In our time, many cultural elites look askance at evangelicals in the public square, because evangelicals actually believe that some differences do make a difference. But evangelicals have also too often been guilty of partisan abuses in the public square. Changing this ethos with respect to evangelism may well require that we think of evangelism in the public square less in terms of defeating an enemy and more in terms of showing hospitality to the stranger. It also requires thinking not only of ideological disagreements, but of the people whose inalienable dignity is not to be impugned simply because we disagree with them.
Wise persons seek the well-being of others in the ordinary affairs of life. Their character is kind and gracious and honest. These are the sort of persons Christians are called to be as citizens of this world. It is a wisdom applied to the ordinary spaces and places of our lives. It is the recognition that life is to be marked by a deep and abiding meaningfulness, anchored in beliefs and habits that promote reconciliation as a reflection of the Gospel. And like the Gospel, this theological wisdom takes corruption seriously, and, in fact, privileges the recognition of corruption in our own hearts before we see it in the hearts of our opponents.

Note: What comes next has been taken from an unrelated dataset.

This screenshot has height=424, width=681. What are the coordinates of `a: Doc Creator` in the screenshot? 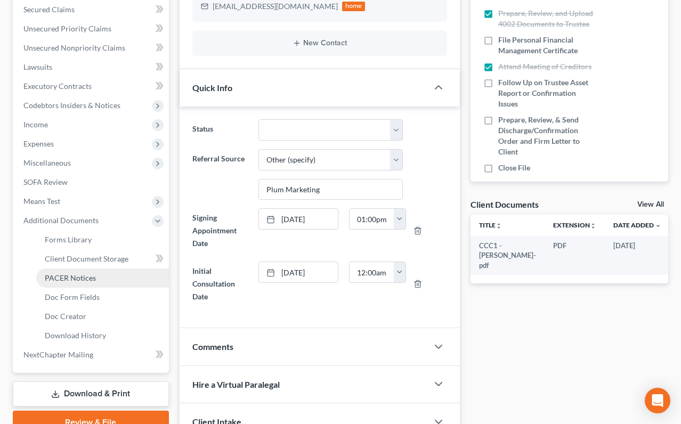 It's located at (102, 317).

Peculiar to the Gospel is the embrace of diverse tribes, races and cultures, all because Christ is our peace who has "broken down the dividing wall of hostility." A distinctive dimension of the Gospel ought to be manifest in the reconciliation of those who are in conflict with each other. The Gospel is reflected not in the abolishing of diversity, but in the reconciliation of disagreements. Reconciliation is the goal because it reflects the work of God towards broken and sinful humanity. Christians in the public square engage in the work of reconciliation not as a substitute for the Gospel but as a reflection of it in all of life. This is to say, the Gospel itself contains a sacred wisdom in dealing with diversity. It is theological precisely in the sense that it arises from the reconciling work of God in the Gospel. By it, Christians express the conviction that human corruption is not as powerful as divine grace.